IMPERIALISM V. FEDERALISM 95
opposite view of the question should not Bengal bear her share of the cost of the troops located in the NorthWestern Provinces, the Punjab and Central India, which guard her from such invasions as those of the Rohillas, the Mahrattas and the Pindaries of former times ? These are all questions which would require solution if each were to have a financial system of its own.” [1]
and in his opinion the question was impossible of solution.
But the Imperialists went further than this and argued that, even if it were possible to distinguish and localize the charges and the revenues into provincial and central, it was inexpedient to do so. Under the existing system of finance, they held that
“the Imperial Government, disposing of financial resources of the whole of India, can carry those resources at once where they are most needed. There are objects which have a truly national importance, though they may appear chiefly beneficial to a particular district. There may be evils, necessities and dangers in particular districts, which it is the duty of the supreme Government to correct and remedy at the charge of the whole. The creation or improvement of a part may have a national importance, though the expenditure on it may seem unfairly beneficial to a particular locality. A road, a canal, a railway from a cotton district or a coffee district, or a tea district, may have a vital significance to the whole people and commerce of India; and yet the expenditure on such a work be out of all proportion to the present revenue of the district which it is destined to develop..... or the supreme Government may find it necessary to lay out, for moral and social purposes, larger sums on recently conquered, savage, or dissatisfied provinces than the revenues of those provinces seemed to warrant, in order to remove causes of disturbances or dangers, and to force those provinces into some degree of harmony with the long settled, pacified, reclaimed portions of the Empire..... The old provinces of the Empire conquer the new provinces. The old are bound in duty to civilize what they conquer. We have no right to
Minute dated November 22, 1867, op. cit., pp. .104-7.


WHAT YOU WILL DO: The expected output is every line of the data exactly as shown, minus the images.

TASK INPUTS:
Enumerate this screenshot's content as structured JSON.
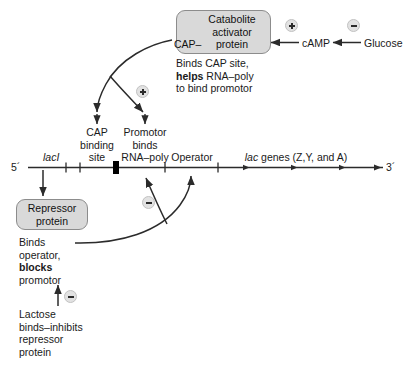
{
  "figure": {
    "background": "#ffffff",
    "box_fill": "#d9d9d9",
    "box_stroke": "#8c8c8c",
    "line_color": "#2b2b2b",
    "badge_fill": "#e2e2e2"
  },
  "cap_box": {
    "line1": "Catabolite",
    "line2": "activator",
    "line3": "protein",
    "prefix": "CAP–"
  },
  "cap_note": {
    "line1": "Binds CAP site,",
    "line2_bold": "helps",
    "line2_rest": " RNA–poly",
    "line3": "to bind promotor"
  },
  "camp_pathway": {
    "camp_label": "cAMP",
    "glucose_label": "Glucose",
    "camp_sign": "+",
    "glucose_sign": "–"
  },
  "dna": {
    "five_prime": "5´",
    "three_prime": "3´",
    "lacI_label": "lacI",
    "cap_site_label": {
      "line1": "CAP",
      "line2": "binding",
      "line3": "site"
    },
    "promotor_label": {
      "line1": "Promotor",
      "line2": "binds",
      "line3": "RNA–poly"
    },
    "operator_label": "Operator",
    "genes_label_italic": "lac",
    "genes_label_rest": " genes (Z,Y, and A)"
  },
  "signs": {
    "cap_positive": "+",
    "repressor_negative": "–",
    "lactose_negative": "–"
  },
  "repressor_box": {
    "line1": "Repressor",
    "line2": "protein"
  },
  "repressor_note": {
    "line1": "Binds",
    "line2": "operator,",
    "line3_bold": "blocks",
    "line4": "promotor"
  },
  "lactose_note": {
    "line1": "Lactose",
    "line2": "binds–inhibits",
    "line3": "repressor",
    "line4": "protein"
  }
}
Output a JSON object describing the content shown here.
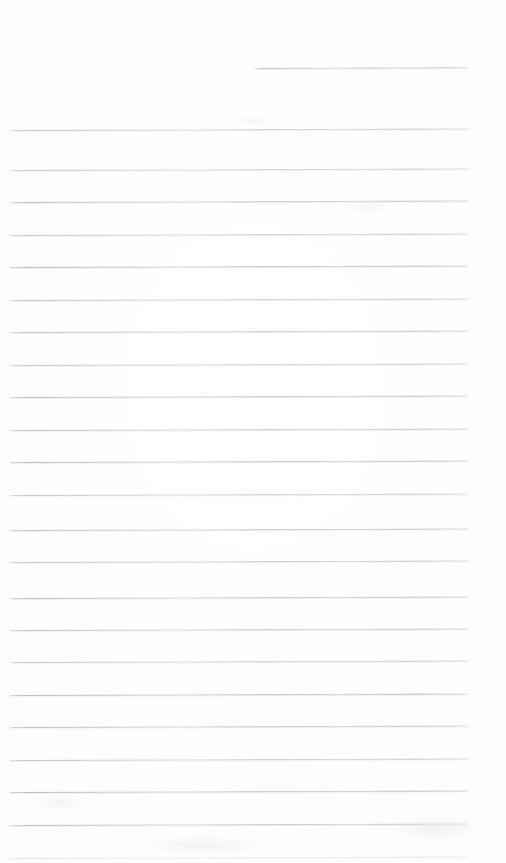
{
  "document": {
    "kind": "scanned-blank-lined-notebook-page",
    "title": "Blank ruled notepad page",
    "page_width": 506,
    "page_height": 863,
    "background_color": "#fefefe",
    "rule_color": "#b0b4ba",
    "content_text": "",
    "handwriting_present": false,
    "margin_rule_present": false,
    "header_text": "",
    "footer_text": "",
    "page_number": ""
  },
  "ruling": {
    "line_count": 24,
    "full_line_count": 23,
    "partial_line_count": 1,
    "spacing_px": 32.5,
    "left_margin_px": 10,
    "right_margin_px": 468,
    "line_thickness_px": 1,
    "tilt_degrees": -0.18,
    "lines": [
      {
        "index": 0,
        "y": 68,
        "x1": 255,
        "x2": 468,
        "partial": true,
        "opacity": 0.78
      },
      {
        "index": 1,
        "y": 130,
        "x1": 10,
        "x2": 468,
        "partial": false,
        "opacity": 0.72
      },
      {
        "index": 2,
        "y": 170,
        "x1": 10,
        "x2": 468,
        "partial": false,
        "opacity": 0.7
      },
      {
        "index": 3,
        "y": 202,
        "x1": 10,
        "x2": 468,
        "partial": false,
        "opacity": 0.82
      },
      {
        "index": 4,
        "y": 235,
        "x1": 10,
        "x2": 468,
        "partial": false,
        "opacity": 0.74
      },
      {
        "index": 5,
        "y": 267,
        "x1": 10,
        "x2": 468,
        "partial": false,
        "opacity": 0.88
      },
      {
        "index": 6,
        "y": 300,
        "x1": 10,
        "x2": 468,
        "partial": false,
        "opacity": 0.76
      },
      {
        "index": 7,
        "y": 332,
        "x1": 10,
        "x2": 468,
        "partial": false,
        "opacity": 0.8
      },
      {
        "index": 8,
        "y": 365,
        "x1": 10,
        "x2": 468,
        "partial": false,
        "opacity": 0.72
      },
      {
        "index": 9,
        "y": 397,
        "x1": 10,
        "x2": 468,
        "partial": false,
        "opacity": 0.84
      },
      {
        "index": 10,
        "y": 430,
        "x1": 10,
        "x2": 468,
        "partial": false,
        "opacity": 0.78
      },
      {
        "index": 11,
        "y": 462,
        "x1": 10,
        "x2": 468,
        "partial": false,
        "opacity": 0.86
      },
      {
        "index": 12,
        "y": 495,
        "x1": 10,
        "x2": 468,
        "partial": false,
        "opacity": 0.74
      },
      {
        "index": 13,
        "y": 530,
        "x1": 10,
        "x2": 468,
        "partial": false,
        "opacity": 0.8
      },
      {
        "index": 14,
        "y": 562,
        "x1": 10,
        "x2": 468,
        "partial": false,
        "opacity": 0.76
      },
      {
        "index": 15,
        "y": 598,
        "x1": 10,
        "x2": 468,
        "partial": false,
        "opacity": 0.84
      },
      {
        "index": 16,
        "y": 630,
        "x1": 10,
        "x2": 468,
        "partial": false,
        "opacity": 0.78
      },
      {
        "index": 17,
        "y": 662,
        "x1": 10,
        "x2": 468,
        "partial": false,
        "opacity": 0.72
      },
      {
        "index": 18,
        "y": 695,
        "x1": 10,
        "x2": 468,
        "partial": false,
        "opacity": 0.88
      },
      {
        "index": 19,
        "y": 727,
        "x1": 10,
        "x2": 468,
        "partial": false,
        "opacity": 0.82
      },
      {
        "index": 20,
        "y": 760,
        "x1": 10,
        "x2": 468,
        "partial": false,
        "opacity": 0.76
      },
      {
        "index": 21,
        "y": 792,
        "x1": 10,
        "x2": 468,
        "partial": false,
        "opacity": 0.86
      },
      {
        "index": 22,
        "y": 825,
        "x1": 10,
        "x2": 468,
        "partial": false,
        "opacity": 0.8
      },
      {
        "index": 23,
        "y": 858,
        "x1": 10,
        "x2": 468,
        "partial": false,
        "opacity": 0.3
      }
    ]
  }
}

YOUR RESPONSE:
Enumerate this screenshot's content as structured JSON.
{
  "figure": {
    "background": "#ffffff",
    "box_fill": "#d9d9d9",
    "box_stroke": "#8c8c8c",
    "line_color": "#2b2b2b",
    "badge_fill": "#e2e2e2"
  },
  "cap_box": {
    "line1": "Catabolite",
    "line2": "activator",
    "line3": "protein",
    "prefix": "CAP–"
  },
  "cap_note": {
    "line1": "Binds CAP site,",
    "line2_bold": "helps",
    "line2_rest": " RNA–poly",
    "line3": "to bind promotor"
  },
  "camp_pathway": {
    "camp_label": "cAMP",
    "glucose_label": "Glucose",
    "camp_sign": "+",
    "glucose_sign": "–"
  },
  "dna": {
    "five_prime": "5´",
    "three_prime": "3´",
    "lacI_label": "lacI",
    "cap_site_label": {
      "line1": "CAP",
      "line2": "binding",
      "line3": "site"
    },
    "promotor_label": {
      "line1": "Promotor",
      "line2": "binds",
      "line3": "RNA–poly"
    },
    "operator_label": "Operator",
    "genes_label_italic": "lac",
    "genes_label_rest": " genes (Z,Y, and A)"
  },
  "signs": {
    "cap_positive": "+",
    "repressor_negative": "–",
    "lactose_negative": "–"
  },
  "repressor_box": {
    "line1": "Repressor",
    "line2": "protein"
  },
  "repressor_note": {
    "line1": "Binds",
    "line2": "operator,",
    "line3_bold": "blocks",
    "line4": "promotor"
  },
  "lactose_note": {
    "line1": "Lactose",
    "line2": "binds–inhibits",
    "line3": "repressor",
    "line4": "protein"
  }
}
Output a JSON object describing the content shown here.
{
  "document": {
    "kind": "scanned-blank-lined-notebook-page",
    "title": "Blank ruled notepad page",
    "page_width": 506,
    "page_height": 863,
    "background_color": "#fefefe",
    "rule_color": "#b0b4ba",
    "content_text": "",
    "handwriting_present": false,
    "margin_rule_present": false,
    "header_text": "",
    "footer_text": "",
    "page_number": ""
  },
  "ruling": {
    "line_count": 24,
    "full_line_count": 23,
    "partial_line_count": 1,
    "spacing_px": 32.5,
    "left_margin_px": 10,
    "right_margin_px": 468,
    "line_thickness_px": 1,
    "tilt_degrees": -0.18,
    "lines": [
      {
        "index": 0,
        "y": 68,
        "x1": 255,
        "x2": 468,
        "partial": true,
        "opacity": 0.78
      },
      {
        "index": 1,
        "y": 130,
        "x1": 10,
        "x2": 468,
        "partial": false,
        "opacity": 0.72
      },
      {
        "index": 2,
        "y": 170,
        "x1": 10,
        "x2": 468,
        "partial": false,
        "opacity": 0.7
      },
      {
        "index": 3,
        "y": 202,
        "x1": 10,
        "x2": 468,
        "partial": false,
        "opacity": 0.82
      },
      {
        "index": 4,
        "y": 235,
        "x1": 10,
        "x2": 468,
        "partial": false,
        "opacity": 0.74
      },
      {
        "index": 5,
        "y": 267,
        "x1": 10,
        "x2": 468,
        "partial": false,
        "opacity": 0.88
      },
      {
        "index": 6,
        "y": 300,
        "x1": 10,
        "x2": 468,
        "partial": false,
        "opacity": 0.76
      },
      {
        "index": 7,
        "y": 332,
        "x1": 10,
        "x2": 468,
        "partial": false,
        "opacity": 0.8
      },
      {
        "index": 8,
        "y": 365,
        "x1": 10,
        "x2": 468,
        "partial": false,
        "opacity": 0.72
      },
      {
        "index": 9,
        "y": 397,
        "x1": 10,
        "x2": 468,
        "partial": false,
        "opacity": 0.84
      },
      {
        "index": 10,
        "y": 430,
        "x1": 10,
        "x2": 468,
        "partial": false,
        "opacity": 0.78
      },
      {
        "index": 11,
        "y": 462,
        "x1": 10,
        "x2": 468,
        "partial": false,
        "opacity": 0.86
      },
      {
        "index": 12,
        "y": 495,
        "x1": 10,
        "x2": 468,
        "partial": false,
        "opacity": 0.74
      },
      {
        "index": 13,
        "y": 530,
        "x1": 10,
        "x2": 468,
        "partial": false,
        "opacity": 0.8
      },
      {
        "index": 14,
        "y": 562,
        "x1": 10,
        "x2": 468,
        "partial": false,
        "opacity": 0.76
      },
      {
        "index": 15,
        "y": 598,
        "x1": 10,
        "x2": 468,
        "partial": false,
        "opacity": 0.84
      },
      {
        "index": 16,
        "y": 630,
        "x1": 10,
        "x2": 468,
        "partial": false,
        "opacity": 0.78
      },
      {
        "index": 17,
        "y": 662,
        "x1": 10,
        "x2": 468,
        "partial": false,
        "opacity": 0.72
      },
      {
        "index": 18,
        "y": 695,
        "x1": 10,
        "x2": 468,
        "partial": false,
        "opacity": 0.88
      },
      {
        "index": 19,
        "y": 727,
        "x1": 10,
        "x2": 468,
        "partial": false,
        "opacity": 0.82
      },
      {
        "index": 20,
        "y": 760,
        "x1": 10,
        "x2": 468,
        "partial": false,
        "opacity": 0.76
      },
      {
        "index": 21,
        "y": 792,
        "x1": 10,
        "x2": 468,
        "partial": false,
        "opacity": 0.86
      },
      {
        "index": 22,
        "y": 825,
        "x1": 10,
        "x2": 468,
        "partial": false,
        "opacity": 0.8
      },
      {
        "index": 23,
        "y": 858,
        "x1": 10,
        "x2": 468,
        "partial": false,
        "opacity": 0.3
      }
    ]
  }
}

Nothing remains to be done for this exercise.